Jo Reed: What’s the hardest part about writing for you at this point in your career?
Ron Rash: Oh, wow. Well, I think not repeating myself is something that’s very important. But always for me the hard part is that first draft. Once I can get the draft down I’m fine, but it’s the first draft that I dread and I’ve learned the only way I can do it is just to write as rapidly as I can, and the story may-- will alter drastically of course.
Jo Reed: You've written so much, and this is, this is a hard question: If you had to choose a book to give to somebody as representative of your work or something that you're particularly proud of, what would it be?
Ron Rash: Oh, wow. That is a tough one.
Jo Reed: I know.
Ron Rash: Well, I’m going to have to give you two answers. I would give—
Jo Reed: Okay, good.
Ron Rash: Yeah. Something Rich and Strange is my selected short stories that came out about two years ago and I think that book would be the one that I would give for the short stories, but if I had to pick a novel I would do Serena.

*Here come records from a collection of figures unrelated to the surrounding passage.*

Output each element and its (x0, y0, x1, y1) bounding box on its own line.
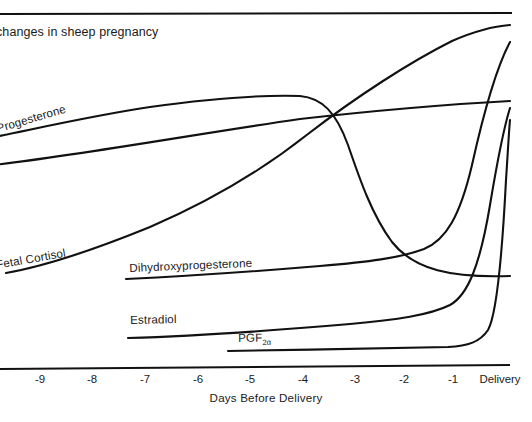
plot-canvas (0, 0, 532, 422)
curve-linear-trend (0, 101, 510, 165)
x-axis-tick-6: -6 (193, 373, 203, 385)
x-axis-tick-8: -8 (87, 373, 97, 385)
bottom-axis-rule (0, 365, 510, 369)
curve-dihydroxyprogesterone (126, 42, 510, 279)
x-axis-tick-9: -9 (35, 373, 45, 385)
series-label-pgf-subscript: 2α (262, 338, 271, 347)
x-axis-tick-1: -1 (448, 373, 458, 385)
x-axis-tick-7: -7 (140, 373, 150, 385)
series-label-estradiol: Estradiol (130, 312, 177, 326)
x-axis-tick-Delivery: Delivery (479, 373, 520, 385)
x-axis-title: Days Before Delivery (210, 391, 323, 404)
chart-title: changes in sheep pregnancy (0, 25, 158, 39)
series-label-pgf-base: PGF (238, 331, 263, 344)
curve-fetal-cortisol (6, 25, 510, 273)
curve-pgf2alpha (228, 120, 510, 351)
figure-hormone-changes-sheep-pregnancy: changes in sheep pregnancy Progesterone … (0, 0, 532, 422)
x-axis-tick-2: -2 (399, 373, 409, 385)
x-axis-tick-5: -5 (245, 373, 255, 385)
series-label-pgf2alpha: PGF2α (238, 330, 271, 347)
top-rule (0, 13, 512, 14)
x-axis-tick-4: -4 (298, 373, 308, 385)
x-axis-tick-3: -3 (350, 373, 360, 385)
curve-progesterone (0, 96, 510, 276)
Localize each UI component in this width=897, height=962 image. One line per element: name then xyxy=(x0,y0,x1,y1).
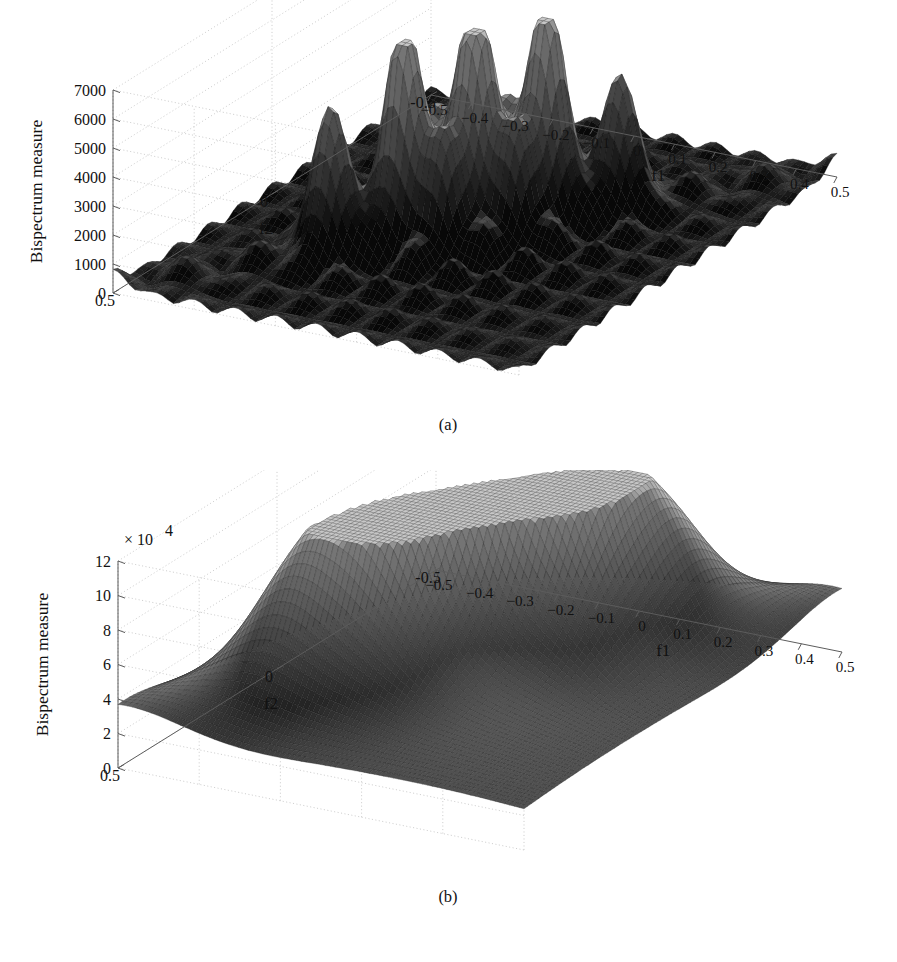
f1-axis-title: f1 xyxy=(651,166,665,185)
f1-axis-title: f1 xyxy=(656,641,670,660)
z-tick-label: 12 xyxy=(95,553,111,570)
f1-tick-label: 0.2 xyxy=(709,159,728,175)
z-axis-title-group: Bispectrum measure xyxy=(26,120,46,264)
f1-tick-label: 0.3 xyxy=(749,168,768,184)
z-tick-label: 7000 xyxy=(74,82,106,99)
f2-tick-label: 0.5 xyxy=(95,292,115,309)
f1-tick-label: −0.5 xyxy=(425,577,452,593)
z-tick-label: 4 xyxy=(103,691,111,708)
f1-tick-label: 0.5 xyxy=(831,184,850,200)
z-tick-label: 8 xyxy=(103,622,111,639)
z-tick-label: 2 xyxy=(103,725,111,742)
f1-tick-label: 0.1 xyxy=(668,151,687,167)
f2-tick-label: 0 xyxy=(260,193,268,210)
z-tick-label: 6 xyxy=(103,656,111,673)
f1-tick-label: 0.1 xyxy=(673,626,692,642)
f1-tick-label: 0 xyxy=(633,143,641,159)
z-axis-title: Bispectrum measure xyxy=(32,593,52,737)
z-tick-label: 1000 xyxy=(74,256,106,273)
z-tick-label: 4000 xyxy=(74,169,106,186)
f2-axis-title: f2 xyxy=(259,219,273,238)
z-axis-title-group: Bispectrum measure xyxy=(32,593,52,737)
f1-tick-label: −0.4 xyxy=(466,585,494,601)
f1-tick-label: 0.5 xyxy=(836,659,855,675)
z-tick-label: 5000 xyxy=(74,140,106,157)
panel-a: 010002000300040005000600070000.50-0.5f2−… xyxy=(0,0,897,470)
f2-tick-label: 0.5 xyxy=(100,767,120,784)
f1-tick-label: −0.3 xyxy=(507,593,534,609)
f1-tick xyxy=(834,177,837,183)
f1-tick-label: −0.2 xyxy=(542,127,569,143)
exponent-label: × 10 xyxy=(124,531,153,548)
axis-exponent: × 104 xyxy=(124,522,173,548)
f1-tick-label: 0.4 xyxy=(795,651,814,667)
z-axis-title: Bispectrum measure xyxy=(26,120,46,264)
f1-tick-label: 0.2 xyxy=(714,634,733,650)
f2-tick-label: 0 xyxy=(265,668,273,685)
f1-tick-label: 0 xyxy=(638,618,646,634)
f1-tick xyxy=(798,644,801,650)
f2-axis-title: f2 xyxy=(264,694,278,713)
f1-tick-label: 0.3 xyxy=(754,643,773,659)
f1-tick-label: −0.3 xyxy=(502,118,529,134)
z-axis: 024681012 xyxy=(95,553,125,777)
f1-tick-label: −0.4 xyxy=(461,110,489,126)
f1-tick xyxy=(839,652,842,658)
z-tick-label: 2000 xyxy=(74,227,106,244)
f1-tick-label: −0.5 xyxy=(420,102,447,118)
z-tick-label: 3000 xyxy=(74,198,106,215)
f1-tick-label: −0.2 xyxy=(547,602,574,618)
f1-tick-label: −0.1 xyxy=(583,135,610,151)
panel-b: 024681012× 1040.50-0.5f2−0.5−0.4−0.3−0.2… xyxy=(0,470,897,940)
surface-plot-a: 010002000300040005000600070000.50-0.5f2−… xyxy=(0,0,897,470)
f1-tick-label: 0.4 xyxy=(790,176,809,192)
z-tick-label: 10 xyxy=(95,587,111,604)
z-tick-label: 6000 xyxy=(74,111,106,128)
panel-caption: (a) xyxy=(439,415,457,434)
panel-caption: (b) xyxy=(438,887,457,906)
surface-plot-b: 024681012× 1040.50-0.5f2−0.5−0.4−0.3−0.2… xyxy=(0,470,897,940)
exponent-superscript: 4 xyxy=(165,522,173,539)
figure-container: 010002000300040005000600070000.50-0.5f2−… xyxy=(0,0,897,962)
f1-tick-label: −0.1 xyxy=(588,610,615,626)
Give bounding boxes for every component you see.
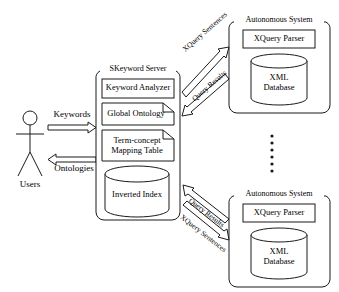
component-term-concept-line2: Mapping Table — [102, 146, 172, 155]
component-xml-database-top-line2: Database — [251, 83, 307, 92]
component-xml-database-bottom-line1: XML — [251, 247, 307, 256]
flow-keywords-arrow — [48, 122, 96, 133]
skeyword-server-title: SKeyword Server — [100, 65, 176, 73]
flow-keywords-label: Keywords — [44, 110, 100, 119]
component-xquery-parser-top-label: XQuery Parser — [243, 34, 315, 43]
autonomous-system-top-title: Autonomous System — [234, 16, 324, 24]
component-inverted-index-label: Inverted Index — [104, 190, 170, 199]
component-term-concept-line1: Term-concept — [102, 136, 172, 145]
autonomous-system-bottom-title: Autonomous System — [234, 190, 324, 198]
component-xquery-parser-bottom-label: XQuery Parser — [243, 208, 315, 217]
component-xml-database-top-line1: XML — [251, 73, 307, 82]
flow-ontologies-label: Ontologies — [44, 164, 104, 173]
component-global-ontology-label: Global Ontology — [102, 109, 170, 118]
component-xml-database-bottom-line2: Database — [251, 257, 307, 266]
actor-users-icon — [16, 111, 44, 176]
actor-label: Users — [10, 180, 50, 189]
component-keyword-analyzer-label: Keyword Analyzer — [102, 83, 174, 92]
architecture-diagram: .s{fill:none;stroke:#1a1a1a;stroke-width… — [0, 0, 339, 292]
vertical-ellipsis-icon — [270, 134, 273, 172]
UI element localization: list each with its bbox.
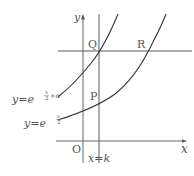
svg-text:y=e: y=e: [23, 117, 46, 130]
svg-text:2: 2: [57, 119, 61, 125]
curve-upper-equation: y=e x 2 +α: [11, 89, 60, 106]
point-Q-label: Q: [88, 38, 97, 51]
x-equals-k-label: x=k: [88, 152, 110, 165]
point-R-label: R: [137, 38, 146, 51]
svg-text:y=e: y=e: [11, 93, 34, 106]
svg-text:2: 2: [45, 95, 49, 101]
curve-lower-equation: y=e x 2: [23, 113, 61, 130]
curve-upper: [58, 14, 118, 97]
origin-label: O: [72, 143, 81, 156]
curve-lower: [58, 14, 166, 120]
point-P-label: P: [90, 90, 98, 103]
y-axis-label: y: [73, 11, 81, 24]
exponential-curves-diagram: y x O Q R P x=k y=e x 2 +α y=e x 2: [0, 0, 194, 176]
x-axis-label: x: [181, 142, 188, 156]
svg-text:+α: +α: [50, 92, 60, 100]
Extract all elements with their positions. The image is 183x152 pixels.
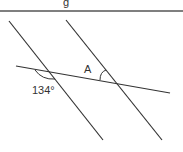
angle-label-a: A <box>84 63 92 75</box>
angle-arc-a <box>100 70 106 80</box>
cropped-heading-text: g <box>63 0 69 8</box>
parallel-lines-diagram: g 134° A <box>0 0 183 152</box>
angle-label-134: 134° <box>32 84 55 96</box>
parallel-line-left <box>9 21 103 140</box>
parallel-line-right <box>66 20 162 140</box>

I think that’s my most ambitious book and the one that I’m personally most proud of. I’ve never gone as deep as I did in that book. I mean in a way it was almost scary; I felt like I was coming a little bit unmoored because I was so obsessed with it. But it’s a book that yeah, I felt very good about, continue to feel good about, and I suspect it’ll be the best novel I ever wrote.
Jo Reed: It’s a wonderful book. Ron, thank you so much. I really appreciate it.
Ron Rash: Well, thank you, Jo.
That’s author Ron Rash. We were talking about his recent novel, The Risen. You can meet Ron at the National Book Festival on September 24—he’s reading in the NEA’s poetry and prose pavilion at 1 pm. Go to loc.gov/bookfest for details. You’ve been listening to Art Works. For the National Endowment for the Arts, I’m Josephine Reed, thanks for listening.
No one tells stories embedded in Southern Appalachia with more grit or more beauty.